Legal limits for air pollution came into force over a decade ago, but the UK Government was failing to meet them. They claimed that the cost of cleaning up illegally dirty air was ‘disproportionate’. We won case after case in court to defend people’s right to clean air, using judicial review.

This legal tool was also the basis for our challenge against a development at Drax, which was set to be Europe’s biggest fossil gas plant, just as the world struggles to slash its use of fossil fuels.

Judicial review can be central to reversing major planning missteps, when councils wave through destructive developments that clearly go against the law. In Devon, a holiday caravan park was mistakenly approved for construction on an Area of Outstanding Natural Beauty – the decision was revoked after successful judicial review.

Most recently, the UK’s continued, gargantuan spend on oil and gas in the wake of the Paris Agreement, has become the subject of a judicial review.

It is difficult to overstate how important it is that this legal avenue remains available to citizens of the UK.

Does judicial review really need reviewing?

The ability to challenge in court decisions by our leaders has been upholding justice for around 400 years. And the judicial review process we know today has been around for decades.
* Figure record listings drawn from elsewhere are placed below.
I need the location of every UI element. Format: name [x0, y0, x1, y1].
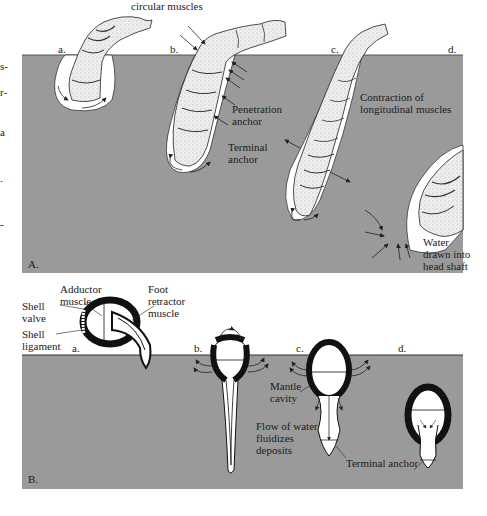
label-line: Flow of water — [256, 420, 318, 432]
label-foot-retractor-muscle: Foot retractor muscle — [148, 283, 185, 319]
label-line: Water — [423, 236, 470, 248]
stage-d-label: d. — [448, 43, 456, 55]
label-line: fluidizes — [256, 432, 318, 444]
label-flow-of-water: Flow of water fluidizes deposits — [256, 420, 318, 456]
label-contraction: Contraction of longitudinal muscles — [360, 91, 451, 115]
label-terminal-anchor-b: Terminal anchor — [346, 457, 418, 469]
label-adductor-muscle: Adductor muscle — [60, 283, 102, 307]
label-line: retractor — [148, 295, 185, 307]
label-line: anchor — [228, 153, 268, 165]
label-line: Mantle — [270, 380, 301, 392]
label-line: muscle — [148, 307, 185, 319]
label-water-drawn: Water drawn into head shaft — [423, 236, 470, 272]
label-line: Terminal — [228, 141, 268, 153]
stage-b-a-label: a. — [72, 342, 80, 354]
stage-b-label: b. — [170, 43, 178, 55]
label-line: deposits — [256, 444, 318, 456]
label-line: cavity — [270, 392, 301, 404]
label-line: Shell — [22, 300, 46, 312]
stage-b-d-label: d. — [398, 342, 406, 354]
label-line: head shaft — [423, 260, 470, 272]
stage-b-b-label: b. — [194, 342, 202, 354]
label-line: drawn into — [423, 248, 470, 260]
stage-a-label: a. — [58, 43, 66, 55]
label-line: anchor — [232, 115, 282, 127]
label-line: muscle — [60, 295, 102, 307]
stage-b-c-label: c. — [296, 342, 304, 354]
stage-c-label: c. — [331, 43, 339, 55]
panel-b-letter: B. — [28, 473, 38, 485]
label-penetration-anchor: Penetration anchor — [232, 103, 282, 127]
label-shell-valve: Shell valve — [22, 300, 46, 324]
label-shell-ligament: Shell ligament — [22, 328, 61, 352]
label-line: valve — [22, 312, 46, 324]
label-line: Shell — [22, 328, 61, 340]
label-line: ligament — [22, 340, 61, 352]
label-line: Contraction of — [360, 91, 451, 103]
burrowing-diagram — [0, 0, 487, 516]
label-circular-muscles: circular muscles — [131, 0, 203, 12]
label-line: Penetration — [232, 103, 282, 115]
label-line: Adductor — [60, 283, 102, 295]
label-line: longitudinal muscles — [360, 103, 451, 115]
label-line: Foot — [148, 283, 185, 295]
label-mantle-cavity: Mantle cavity — [270, 380, 301, 404]
panel-a-letter: A. — [28, 258, 39, 270]
label-terminal-anchor-a: Terminal anchor — [228, 141, 268, 165]
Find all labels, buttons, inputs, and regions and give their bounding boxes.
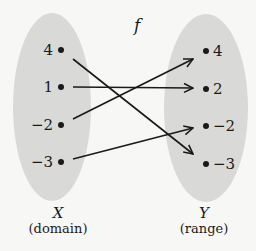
range-point bbox=[203, 48, 209, 54]
range-element: 4 bbox=[213, 42, 223, 60]
function-label: f bbox=[132, 15, 143, 35]
range-point bbox=[203, 123, 209, 129]
range-set-name: Y bbox=[199, 204, 211, 222]
range-caption: (range) bbox=[180, 221, 229, 236]
range-point bbox=[203, 161, 209, 167]
range-set-ellipse bbox=[164, 14, 248, 202]
range-element: −3 bbox=[213, 155, 235, 173]
domain-point bbox=[58, 47, 64, 53]
domain-point bbox=[58, 84, 64, 90]
domain-element: −3 bbox=[31, 153, 53, 171]
domain-point bbox=[58, 159, 64, 165]
range-element: −2 bbox=[213, 117, 235, 135]
domain-element: −2 bbox=[31, 116, 53, 134]
arrow-1-to-2 bbox=[73, 87, 193, 88]
range-element: 2 bbox=[213, 80, 223, 98]
range-point bbox=[203, 86, 209, 92]
domain-point bbox=[58, 122, 64, 128]
domain-element: 4 bbox=[43, 41, 53, 59]
domain-set-name: X bbox=[52, 204, 65, 222]
domain-caption: (domain) bbox=[29, 221, 88, 236]
domain-element: 1 bbox=[43, 78, 53, 96]
function-mapping-diagram: f 4 1 −2 −3 4 2 −2 −3 X (domain) Y (rang… bbox=[0, 0, 256, 251]
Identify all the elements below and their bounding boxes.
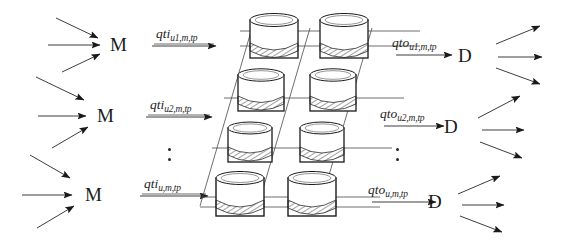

The government has so far asked experts for their opinion on how well judicial review works, and presented a report wrapping these views together.

The trouble is that what the government has said about the report seems to go a fair amount further than the evidence and recommendations of its own handpicked panel. Other experts in the law have not hesitated to raise the alarm about the government’s approach, saying it could “neuter” environmental groups seeking to hold the government to account.

We’re concerned that the government has a plan for judicial review that would mean that certain crucial claims could never even get to court.

Another possibility being considered is limiting remedies – restricting what the court can do to help right a wrong. If this happens, even if you won a case and showed that the original decision was unlawful, the court would not be able to strike down that decision. This makes your case ineffective in practice– this is not justice for you or the environment.

The government acknowledges this unfairness but has made these proposals nonetheless.

It’s never been so important that we’re all empowered to protect the environment. That’s why we’re fighting to protect judicial review, not weaken this vital part of our democracy.

We’ll be doing our utmost to protect all of our right to go to court and obtain justice when our health and our environment are at stake.